I gave him the patented WTF look for that disconnect.
"Uniforms are almost done, along with everything else. I'm only missing the one that got shot up by Browning's friend." Yeah, the one they had cut up when they took the vest off me was unsalvageable. "Don't worry, you'll have them back soon, and I'll be out of all the Longmires' hair.
The conversation lagged. His really had lagged the entire time. I waited for him to start the Bronco to take me back. When he didn't, I looked over. He seemed to be struggling with something.
"What if…what if I invite you to stay with me, now? Not as awkward as at Cady's?"
A year ago, I would have jumped into his lap. Now…now, was different. There had been a complication called Donna.
"I believe you set the rules in the alley, which means my private life is none of your fucking business. Besides, three's a crowd."
"Vic, don't—she's not—we're not—I was trying—to protect you…this lawsuit thing is eating me alive. I could lose all my retirement, and my land."
I stopped. He might be right about that. Someone needed to do the work to figure out what mastermind was behind the suit, whether it was Barlow from beyond the grave, the mysterious Branch matron hiding under the veil, or even Lucian, who would have the most standing in court. The county might pay, but it might take his personal wealth as well.
Unfortunately, all that didn't matter, none of it fucking mattered. He hadn't said anything to end what never began, just cut me loose before we'd ever even scheduled a date.
"Well, then we'd both be homeless. Fuck. To save me? Hmmmph. Zach said you asked him about George and Lenny. You told him you thought George was protecting Lenny, in a selfless act of love. Are you comparing us to them?And, you didn't hire me like that, but you hired your most recent deputy from his opinion of a fucking depressing book?"
He tried not to grab me by my wound, but he reached for me. I knew he didn't want to hurt me, but my right arm wasn't available, although it wasn't injured.
"I didn't want to make another mistake, like I did with Branch. I want to prevent that happening. I don't want you to die, Vic. Letting my feelings for deputies get in the way almost cost us both our lives last year. I thought you had learned from my mistake then. Your decision to go after Browning was wrong."
So there it was. Finally out.
I said, very slowly, but my anger pegged the meter before it enveloped me. "I'm no Lenny you had to make decisions for, Walt. I'm me. Just me. I'm not Martha, Donna, or Lizzie, and I'm gonna quote that guy I remember you like, John Donne, for ya. He said no man or woman is an island, shithead. Well, maybe I paraphrased that a little."

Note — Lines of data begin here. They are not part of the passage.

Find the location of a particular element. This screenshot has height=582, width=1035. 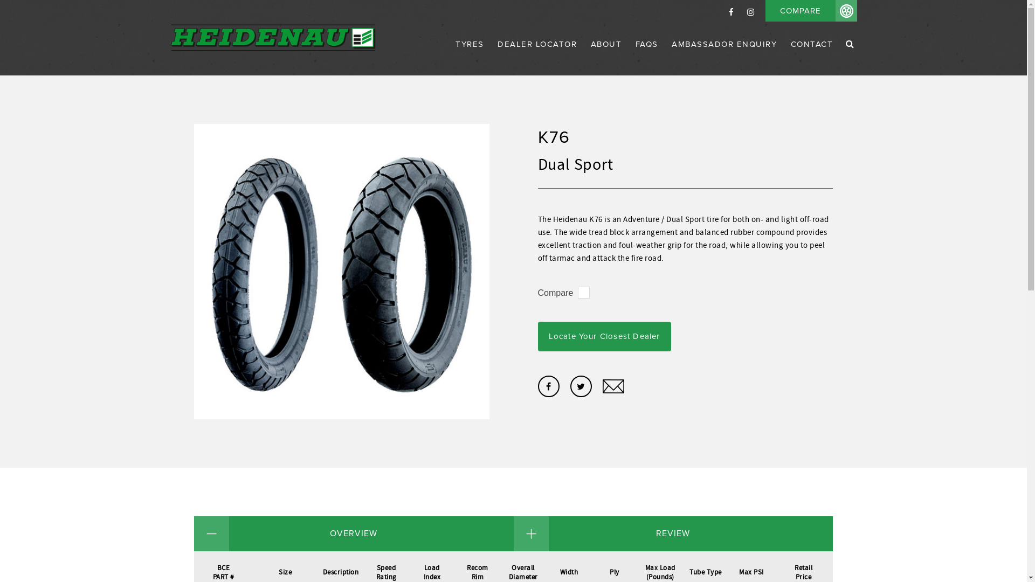

ABOUT is located at coordinates (607, 57).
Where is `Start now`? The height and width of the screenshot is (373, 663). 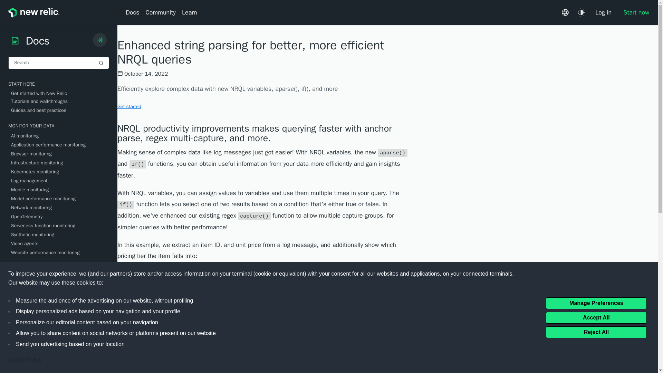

My anger was in full throttle. He had to feel it, and it exploded as I hauled off and punched him as hard as I had Agent Towson. I would feel it in my hand for days. And then I thought of Lizzie and Donna, invading his cabin and insinuating themselves between us.
"Shit!" I couldn't help it, I punched him again.
This time he had his hand up, deflecting it, and tried to get hold of mine, but I wriggled away, hoping my injuries would make him less aggressive in pursuit.
Hurting him hurt me even worse, but he had provoked me, fuck it, I couldn't let that go. Maybe, shit, maybe it was the PTSD talking…
He looked shocked, red, and already puffing up, nose bleeding, as I unbelted, released the latch, practically threw myself out of the warm Bronco into the chilly night, trotting along the road back to town as fast as my trembling legs would carry me, every jolt reminding me of my injuries, and my right fist vying for my left arm in the hurting department.
"Shit!" I said again.
Just fire me and be done with medical leave, therapies, counseling, all of it be damned to hell, I thought.
The night swallowed the Bronco lights as I took a shortcut up a hill back to town, and I was pretty sure he did not follow.